AN EXCITING ADVENTURE AND A RESCUE.

It was at this moment that Mildmay caught a momentary glimpse of an object far away on the northern horizon, which his practised eye at once told him was a sail of some sort. He instantly seized one of the telescopes suspended in the pilot-house, and brought the instrument to bear in her direction. For nearly a minute he was unsuccessful in his endeavour to find her; but at length she reappeared from behind an intervening berg; and it appeared to him that she was in a situation of considerable peril. She was a barque, under close-reefed topsails, reefed courses, fore topmast staysail, and mizzen; and she appeared to be embayed in the bight of a huge floe, with a whole fleet of bergs in dangerous proximity and apparently bearing down upon her. Perhaps the strangest peculiarity about her was that, notwithstanding her perilous position, she was dressed with flags, from her mast-heads downward, as though it were a gala day on board.

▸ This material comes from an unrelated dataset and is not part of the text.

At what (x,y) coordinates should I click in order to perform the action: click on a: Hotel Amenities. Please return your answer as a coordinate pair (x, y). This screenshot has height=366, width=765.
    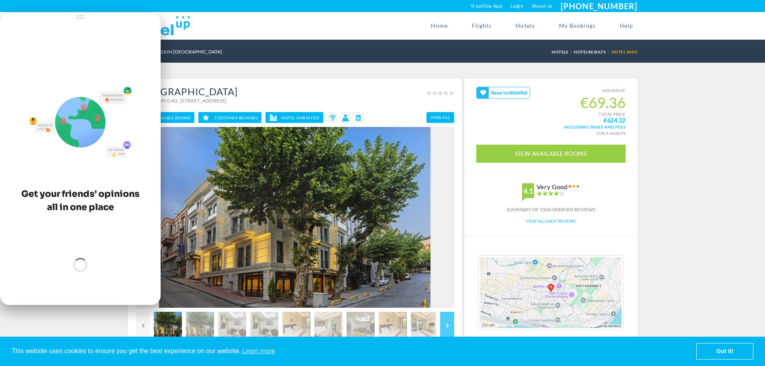
    Looking at the image, I should click on (294, 117).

Mildmay's anxious att.i.tude and expression of face, together with his earnest devotion to his telescope, soon attracted the notice of the rest of the party; and the baronet asked him what object it was that so riveted his attention.

He withdrew his eyes for a moment from the instrument, and, pointing out the small and scarcely distinguishable dark spot on the horizon, said:

"Do you see that object, gentlemen? Well, that is a barque embayed in the ice, and evidently making a supreme effort to free herself--an effort which to me, and at this distance, appears quite hopeless. It is my opinion that, unless the wind changes, or something equally unforeseen occurs, she will within the next half hour be smashed into matchwood--unless, indeed, _we_ can help her."

"Help her? Of course we can," said the professor; and without waiting for further discussion, he laid his hand on the engine lever and sent the machinery ahead at nearly half-speed.

The _Flying Fish_ darted forward like a swallow in full flight; and the professor, leaving the baronet in charge of the engines and the steering-gear, summoned Mildmay and the colonel to follow him. The trio hastened to the after part of the deck, and, raising a trap-door which the professor indicated, withdrew therefrom a thin pliant wire hawser-- made, like almost everything else in the ship, of aethereum--which, having secured one end of it to a ring-bolt in the after extremity of the deck, they coiled down in readiness for use as a tow-line.

"There!" e.j.a.c.u.l.a.t.ed the professor in a gratified tone of voice, "we will give her the end of that rope; and it shall go hard with us, but we will tow her into some place of at least temporary safety."

"That is all right," responded Mildmay; "but how are we going to get it on board her? Its weight is a mere nothing, it is true, but it is rather too bulky to heave on board. Have you nothing smaller that we can bend on to the eye of the hawser and use as a heaving-line?"

"Certainly I have," replied the professor. "I had not thought of that.

'Every man to his trade.'" And, diving down the hatchway, he rummaged about for a few minutes and finally reappeared with a small coil of very thin light pliant wire line, which Mildmay, p.r.o.nouncing it to be exactly the thing, proceeded at once to attach to the eye of the hawser.

Meanwhile, the baronet had been anxiously watching the barque through the telescope, and had seen so much to increase his anxiety for her safety that, forgetful of the exposed situation of his companions, he had gradually increased the pace of the _Flying Fish_ until he had brought it up to full speed. This, of course, created so tremendous a draught that not only was it quite impossible for the party aft to make headway against it and thus regain the pilot-house, but they actually had to fling themselves flat on the deck to avoid being blown overboard; and even thus it was only with the utmost difficulty that they were able to save themselves.

And this, unfortunately, was not the worst of it. The light hawser, acted upon by so powerful a draught, was for an instant slightly lifted off the deck, and that slight lift did the mischief. The next moment the coils went streaming away astern one after the other, and, almost before those who witnessed the accident could tell what had happened, the propeller had been fouled and the hawser snapped like a thread.